Goebel, T. H. W., Schuster, V., Kwiatek, G., Pandey, K., Dresen, G. (2024): A laboratory perspective on accelerating preparatory processes before earthquakes and implications for foreshock detectability. - Nature Communications, 15, 5588.
https://doi.org/10.1038/s41467-024-49959-7


Cite as: https://gfzpublic.gfz-potsdam.de/pubman/item/item_5026853
Abstract
Dynamic failure in the laboratory is commonly preceded by many foreshocks which accompany premonitory aseismic slip. Aseismic slip is also thought to govern earthquake nucleation in nature, yet, foreshocks are rare. Here, we examine how heterogeneity due to different roughness, damage and pore pressures affects premonitory slip and acoustic emission characteristics.
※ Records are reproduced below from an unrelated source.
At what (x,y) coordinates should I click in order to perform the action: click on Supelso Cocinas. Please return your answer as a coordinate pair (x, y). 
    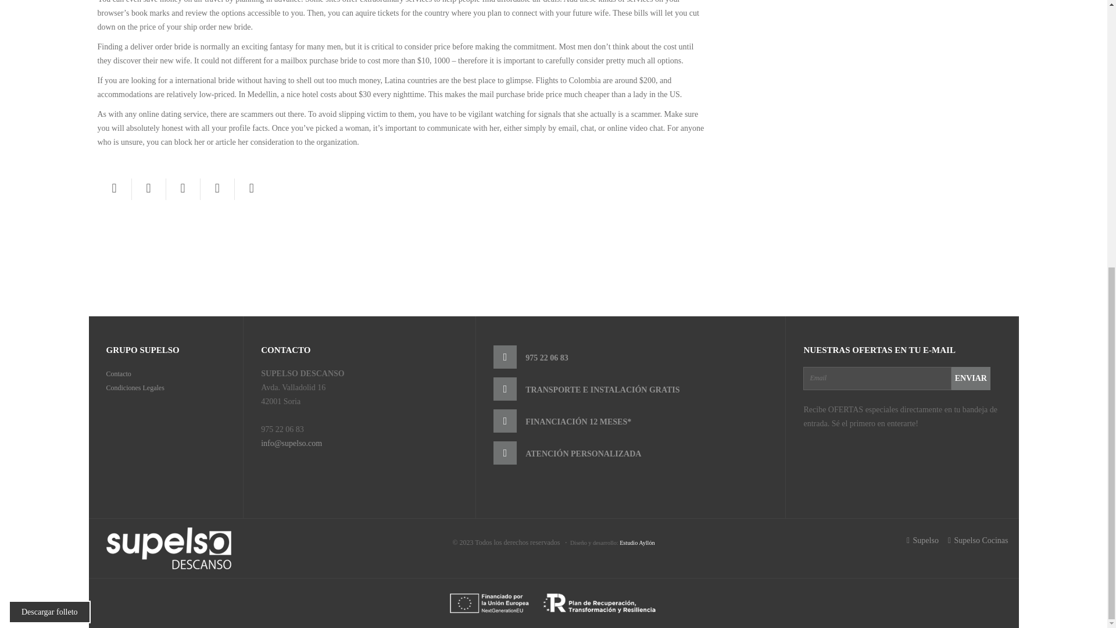
    Looking at the image, I should click on (978, 540).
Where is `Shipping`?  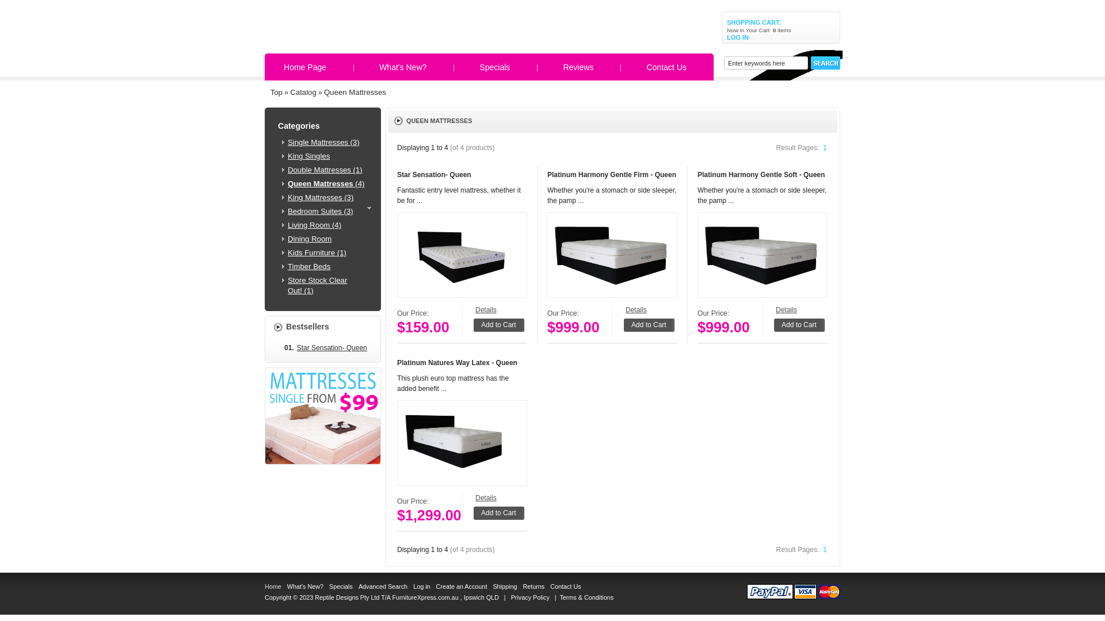
Shipping is located at coordinates (505, 587).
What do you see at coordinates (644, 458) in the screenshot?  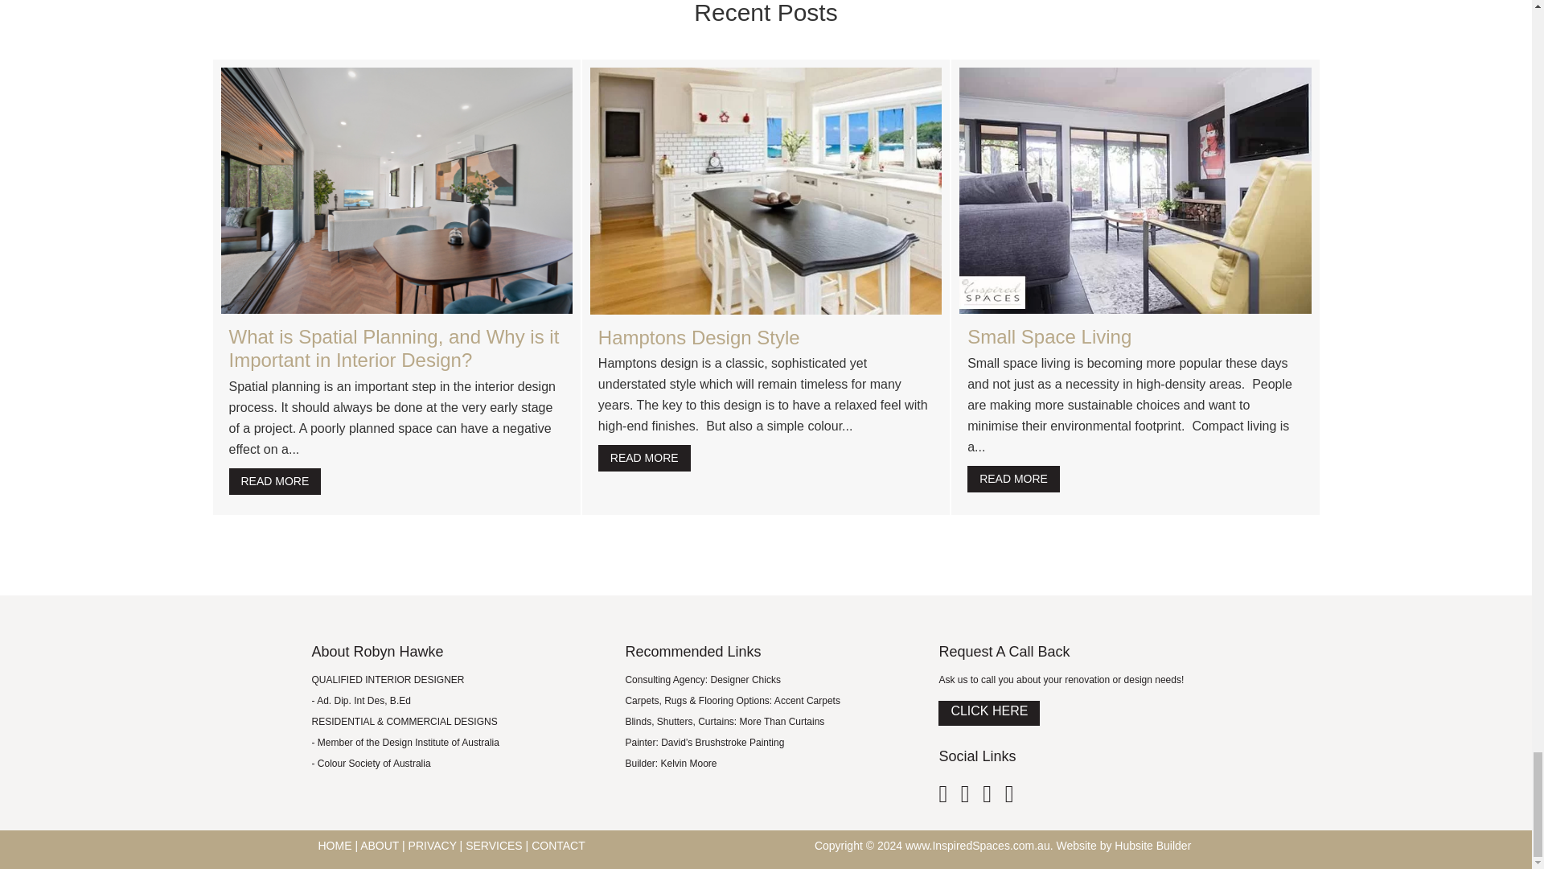 I see `Hamptons Design Style` at bounding box center [644, 458].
High fluid pressures increase stiffness and reduce heterogeneity which promotes more rapid slip acceleration and shorter precursory periods, similar to the effect of low geometric heterogeneity on smooth faults. The associated acoustic emission activity in low-heterogeneity samples becomes increasingly dominated by earthquake-like double-couple focal mechanisms. The similarity of fluid pressure increase and roughness reduction suggests that increased stress and geometric homogeneity may substantially shorten the duration of foreshock activity. Gradual fault activation and extended foreshock activity is more likely observable on immature faults at shallow depth.